No existing form of anthropoid ape is even remotely related to the stock which has given rise to man.

— Henry Fairfield Osborn

A century ago, people laughed at the notion that we were descended from monkeys. Today, the individuals most offended by that claim are the monkeys.

— Jacob M. Appel

Never call anyone a baboon unless you are sure of your facts.

— Will Cuppy

Why are there no nonhuman primates with an existing complex gestural language? One possible answer, it seems to me, is that humans have systematically exterminated those other primates who displayed signs of intelligence.

— Carl Sagan

As I sit, my back leaning against a damp, moss-covered tree trunk, my eyes sweeping the canopy above, my ears straining to catch the crack of a distant branch that betrays an orangutan moving in the treetops, I think about how we humans search for God. The tropical rain forest is the most complex thing an ordinary human can experience on this planet. A walk in the rain forest is a walk into the mind of God.

— Biruté M.F. Galdikas

Much of human behavior can be explained by watching the wild beasts around us. They are constantly teaching us things about ourselves and the way of the universe, but most people are too blind to watch and listen.

— Suzy Kassem

If we look straight and deep into a chimpanzee's eyes, an intelligent self-assured personality looks back at us. If they are animals, what must we be?

— Frans de Waal

Our probable ancestors, Homo erectus and Homo habilis -now extinct- are classified as of the same genus (Homo) but of different species, although no one (at least lately) has attempted the appropriate experiments to see if crosses of them with us would produce fertile offspring.

— Carl Sagan

Getting even was the basis of many primate semantic confusions, such as'expropriating the expropriators,' 'an absolute crime demands an absolute penalty,' 'they did it to me so I can do it to them,' and, in general, the emotional mathematics of 'one plus one equals zero' (1 + 1 = 0).The primates were so dumb they didn't realize that one plus one equals two (1 + 1 = 2) and one murder plus one murder equals two murders, one crime plus one crime equals two crimes, etc.

— Robert Anton Wilson

When gorillas smell danger, they run around and call out to the rest of the primates in the jungle to warn them something evil is coming. And when one of their own dies, they mourn for days while beating themselves up in sadness for failing to save that gorilla, even if the cause of death was natural. And when one colony is mourning, their chilling echoes migrate to other colonies — and those neighbors, even if they are territorial rivals, will also grieve with them. When faced with a common danger, rivals turn into allies. And when faced with death, the loss of just one gorilla becomes the loss of the entire jungle.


Below are records that contain pictures; transcribe the text exactly and omit the pictures.

==*==

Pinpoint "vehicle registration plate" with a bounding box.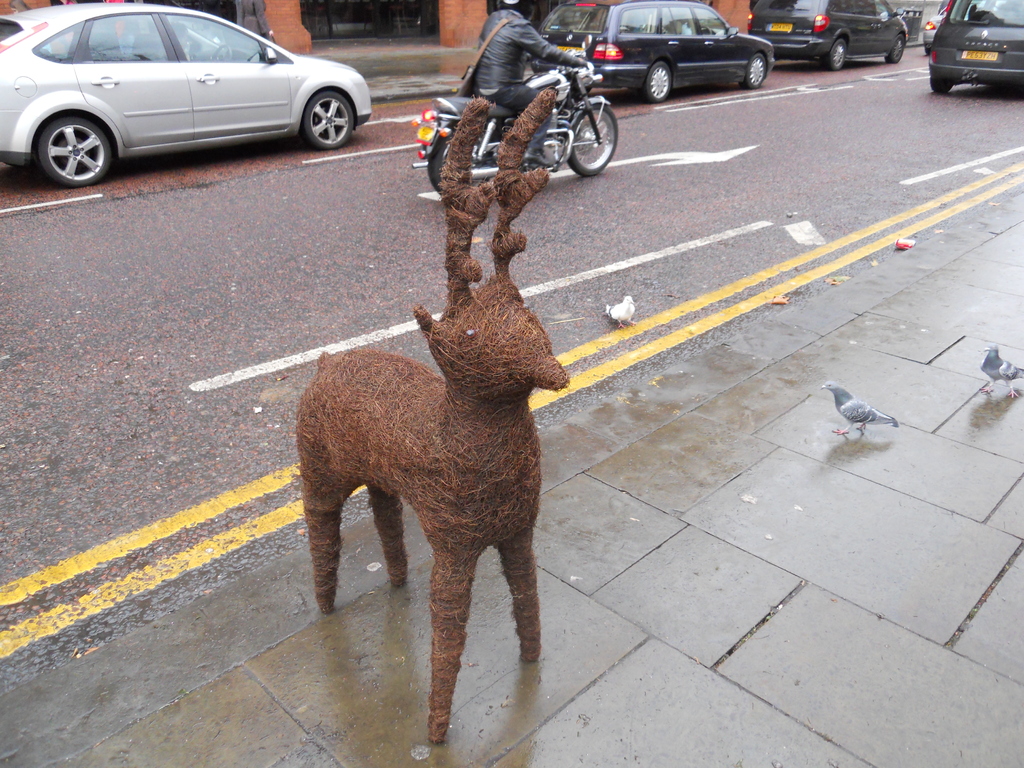
bbox=[959, 49, 997, 61].
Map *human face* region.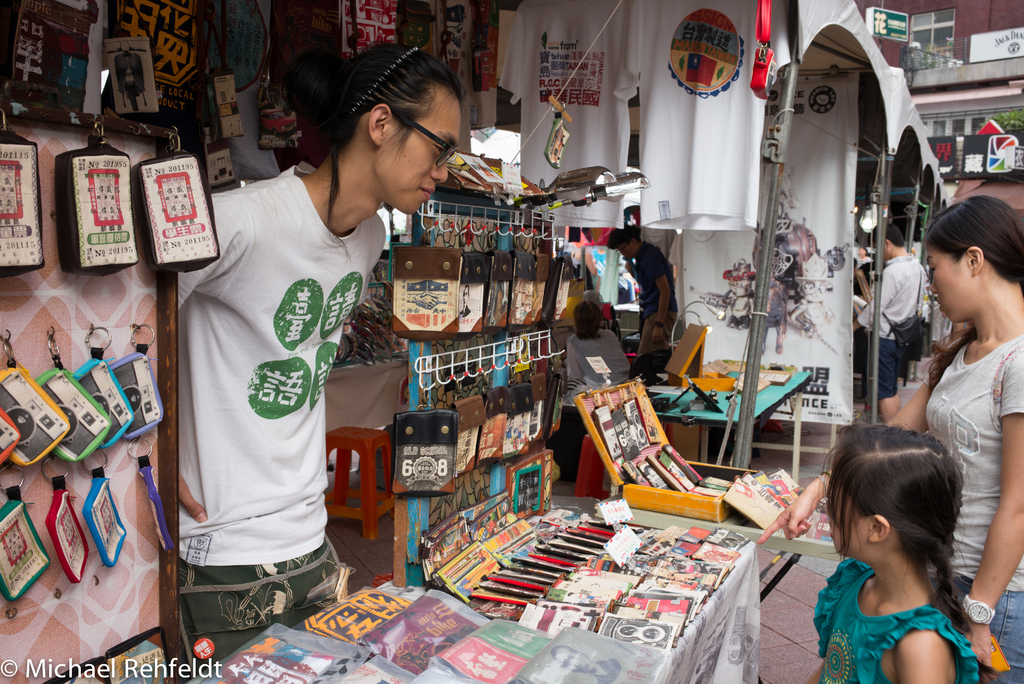
Mapped to 380, 94, 459, 211.
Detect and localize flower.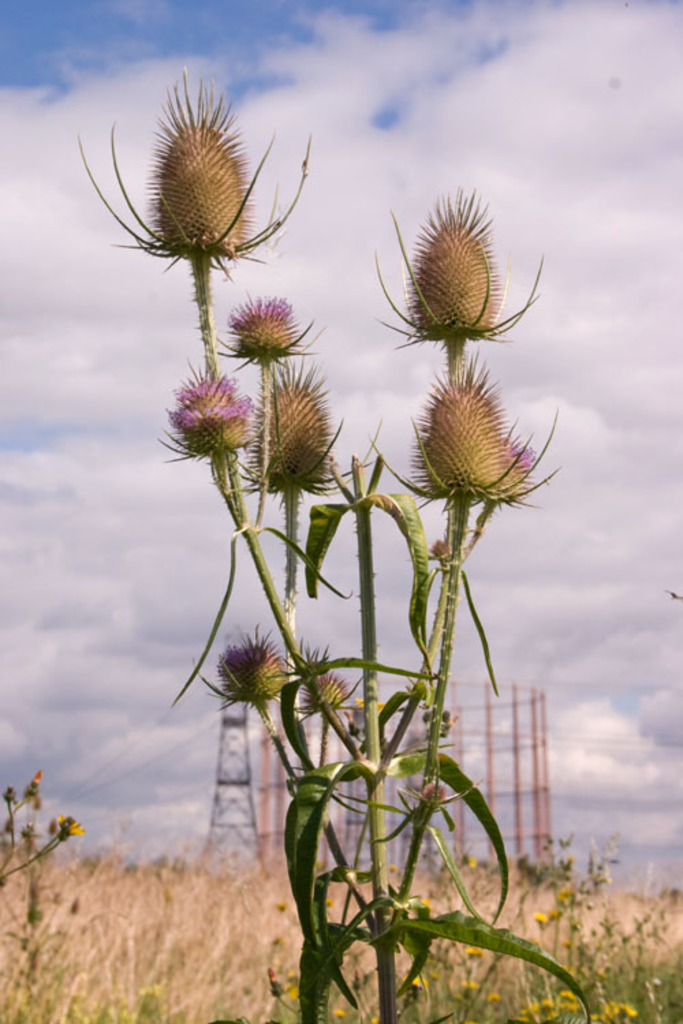
Localized at select_region(365, 184, 542, 348).
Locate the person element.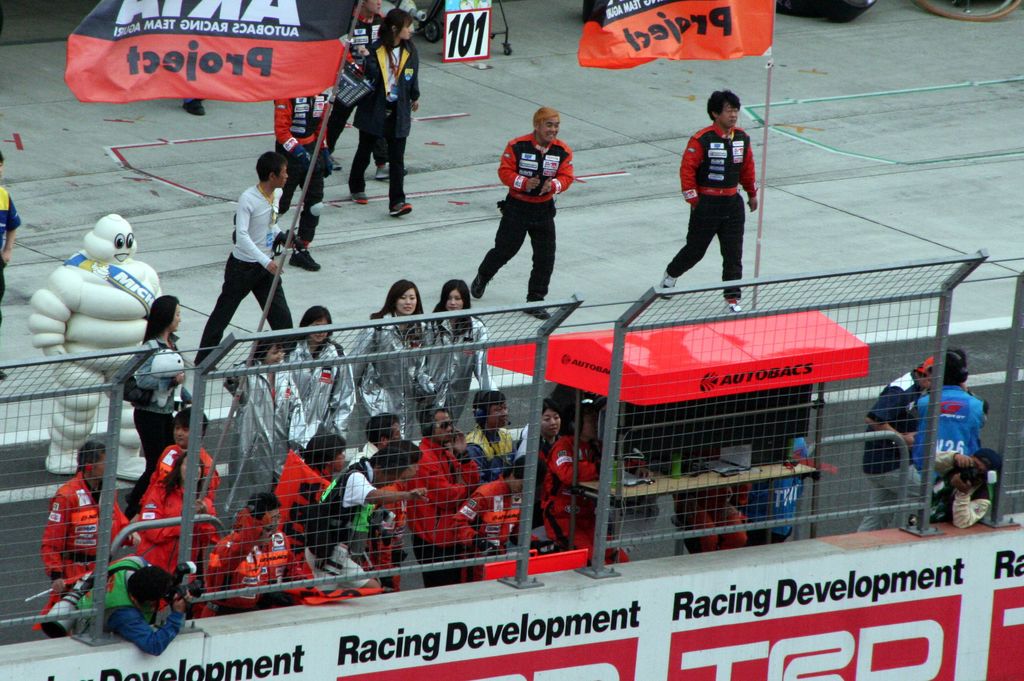
Element bbox: region(325, 0, 410, 184).
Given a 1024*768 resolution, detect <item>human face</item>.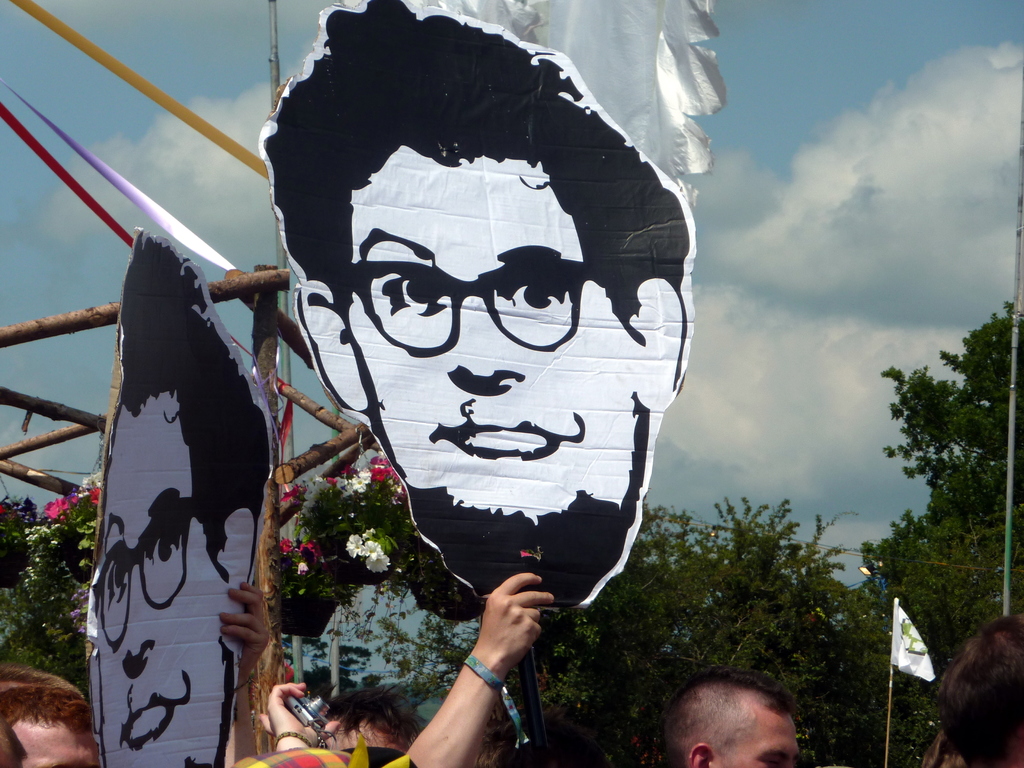
left=8, top=723, right=103, bottom=767.
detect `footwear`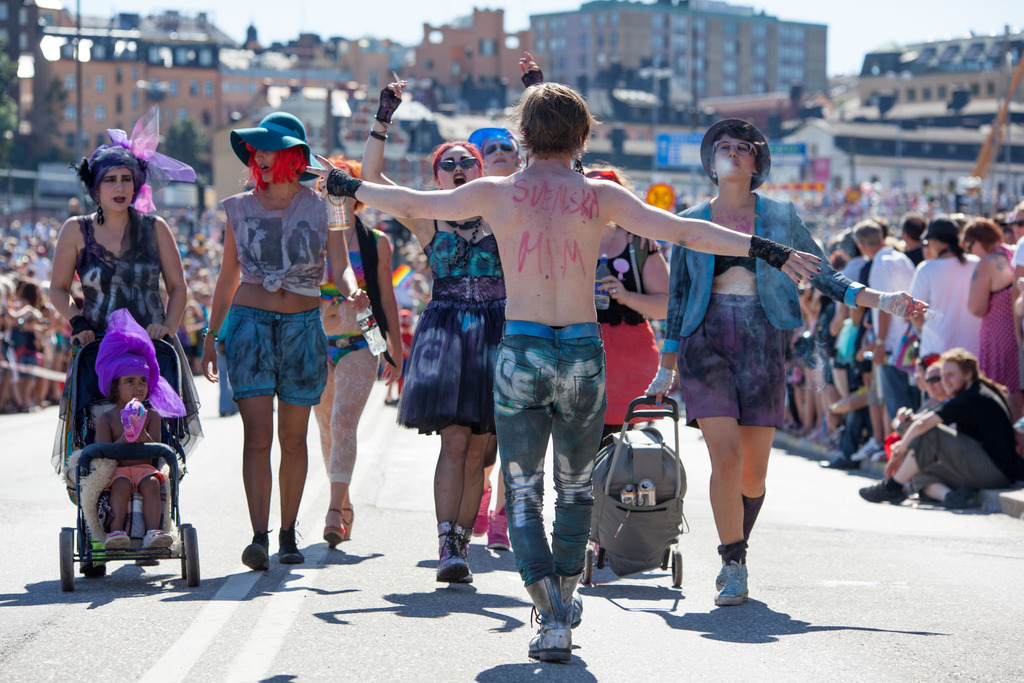
l=486, t=515, r=513, b=552
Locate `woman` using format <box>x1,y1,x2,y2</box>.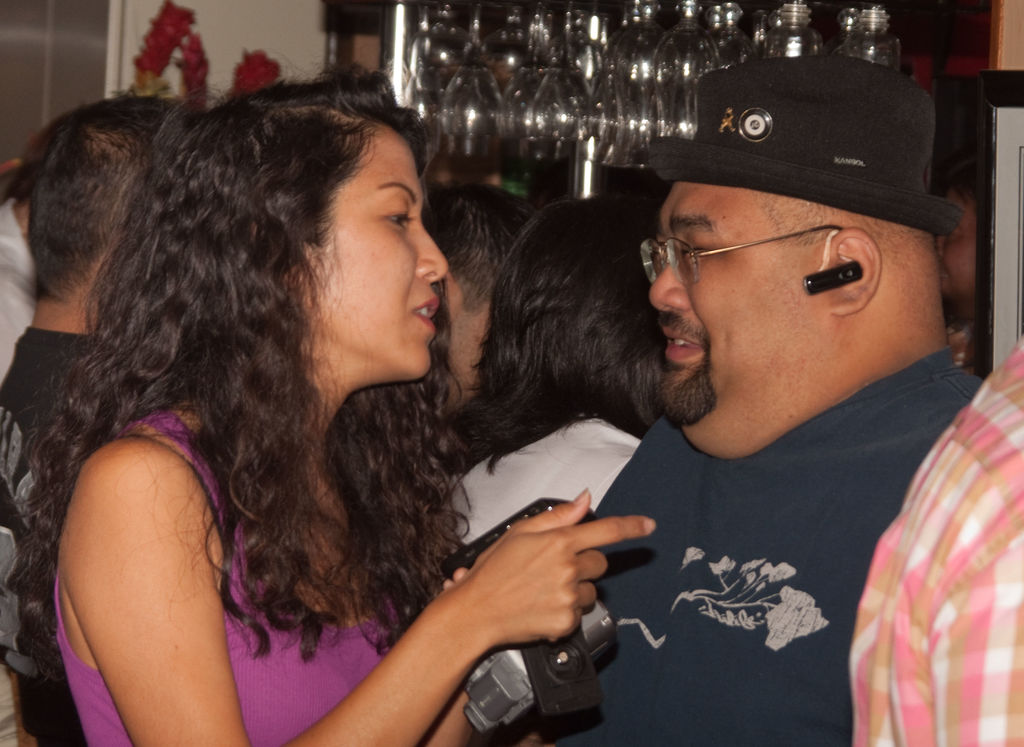
<box>448,197,658,551</box>.
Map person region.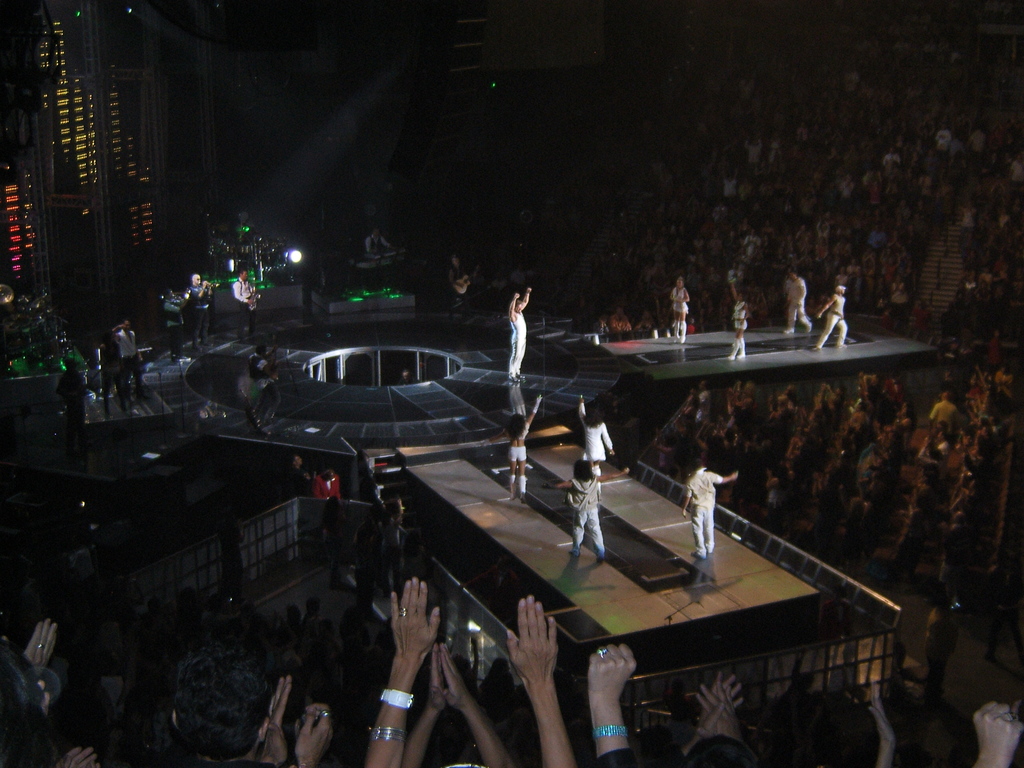
Mapped to [400,527,429,584].
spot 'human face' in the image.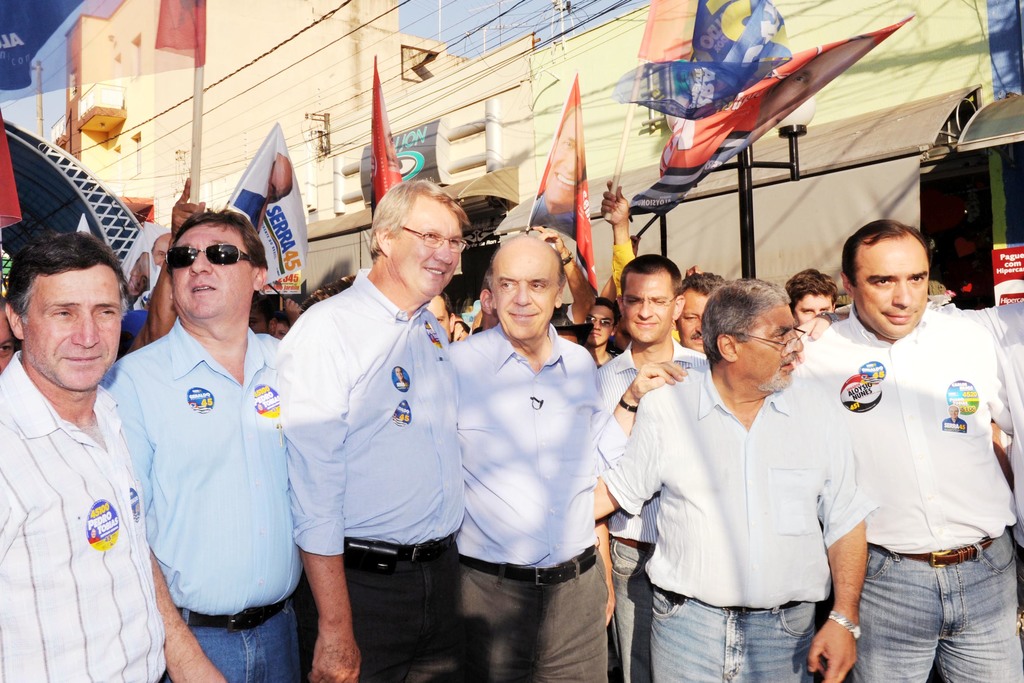
'human face' found at [left=585, top=305, right=612, bottom=344].
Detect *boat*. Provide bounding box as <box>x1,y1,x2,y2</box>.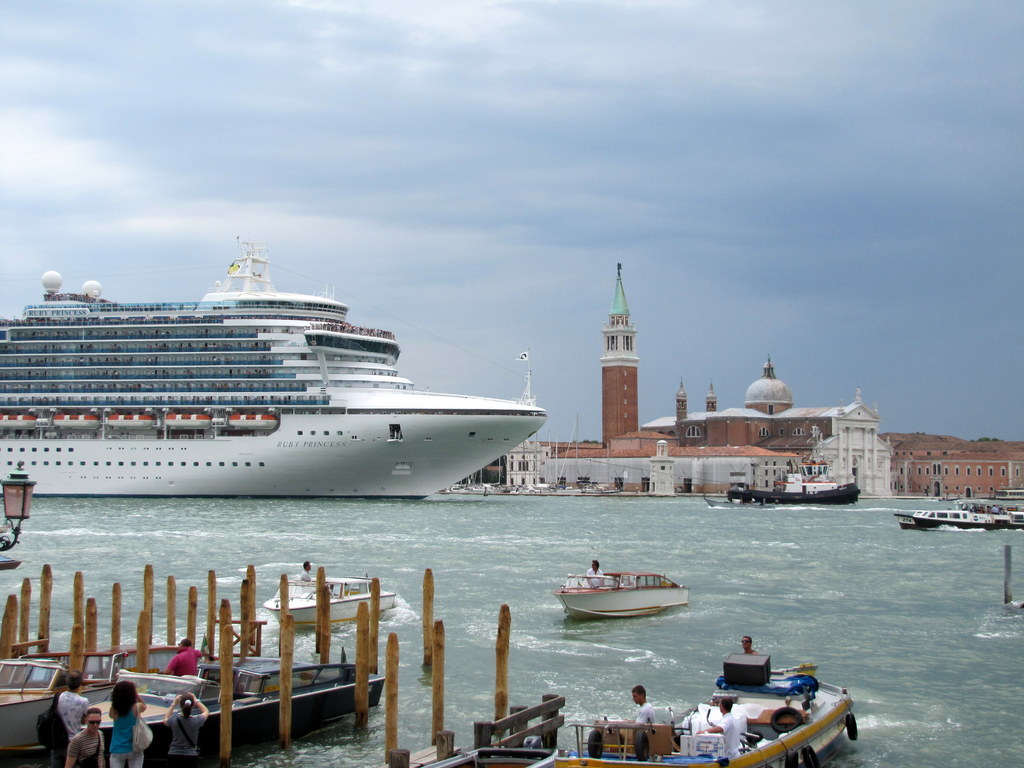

==*==

--- TASK OUTPUT ---
Pinpoint "vehicle registration plate" with a bounding box.
bbox=[959, 49, 997, 61].
Map *human face* region.
Mapped to 380, 94, 459, 211.
Detect and localize flower.
Localized at select_region(365, 184, 542, 348).
Locate the person element.
Element bbox: region(325, 0, 410, 184).
Given a 1024*768 resolution, detect <item>human face</item>.
left=8, top=723, right=103, bottom=767.
detect `footwear`
l=486, t=515, r=513, b=552
Locate `woman` using format <box>x1,y1,x2,y2</box>.
<box>448,197,658,551</box>.
Map person region.
Mapped to [400,527,429,584].
spot 'human face' in the image.
'human face' found at [left=585, top=305, right=612, bottom=344].
Detect *boat*. Provide bounding box as <box>x1,y1,x2,y2</box>.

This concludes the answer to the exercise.